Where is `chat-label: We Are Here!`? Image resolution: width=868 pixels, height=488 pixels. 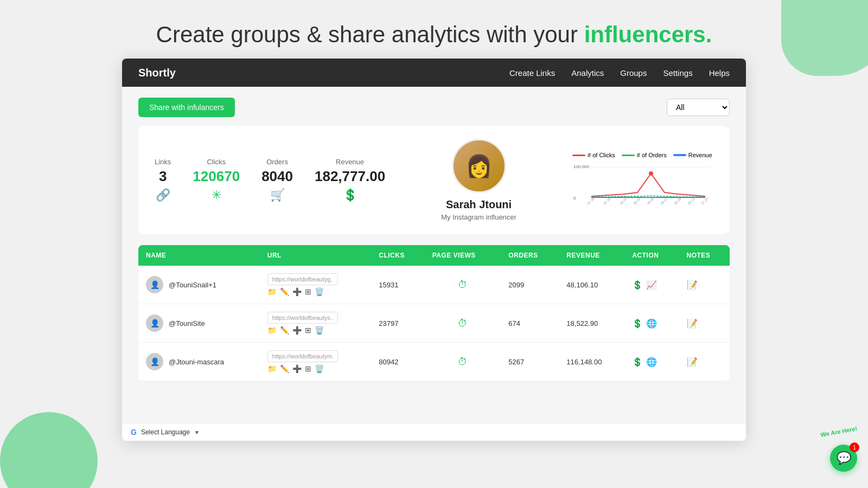
chat-label: We Are Here! is located at coordinates (839, 432).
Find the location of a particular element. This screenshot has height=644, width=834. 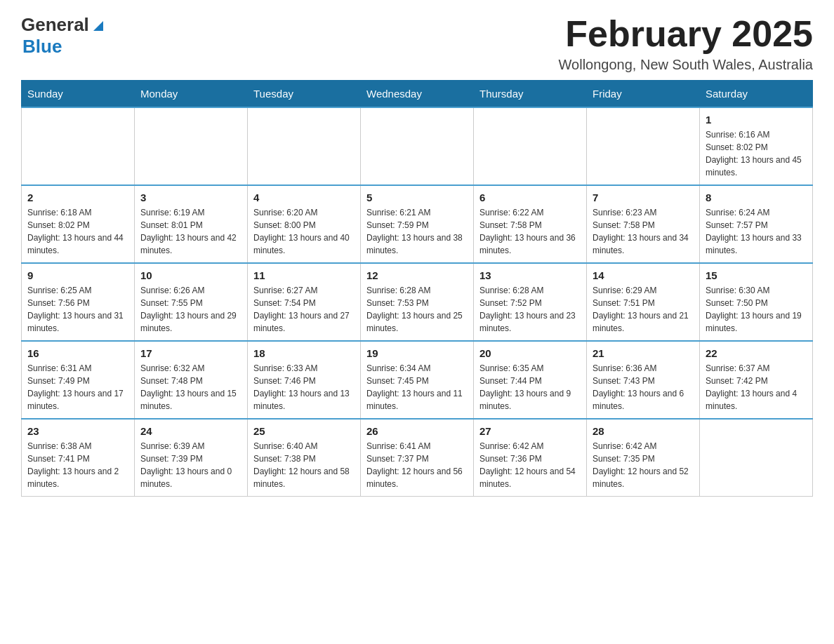

day-number: 14 is located at coordinates (643, 275).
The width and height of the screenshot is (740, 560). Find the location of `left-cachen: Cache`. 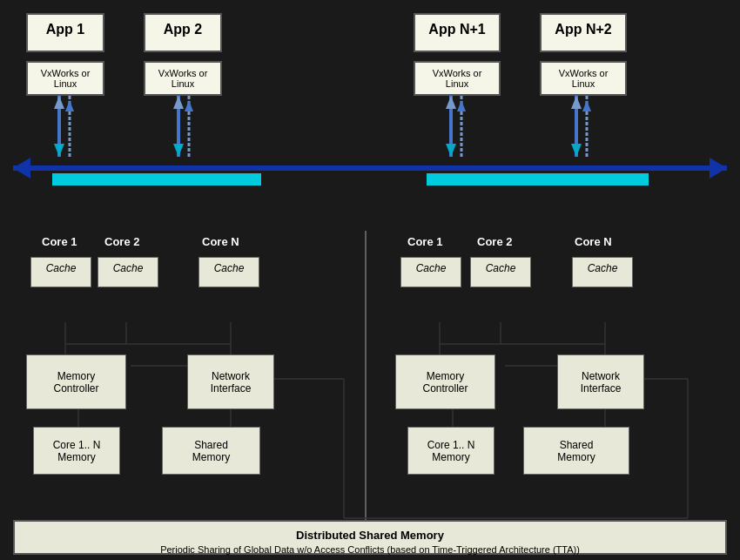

★ ★ ★ ★ ★

• TASK REQUIREMENTS:
Except for the pictures, copy every line of the records above exactly.

• EXERCISE ANSWER:
Where is `chat-label: We Are Here!`? Image resolution: width=868 pixels, height=488 pixels. 
chat-label: We Are Here! is located at coordinates (839, 432).
Find the location of a particular element. This screenshot has height=644, width=834. 

day-number: 14 is located at coordinates (643, 275).
The width and height of the screenshot is (740, 560). Find the location of `left-cachen: Cache`. 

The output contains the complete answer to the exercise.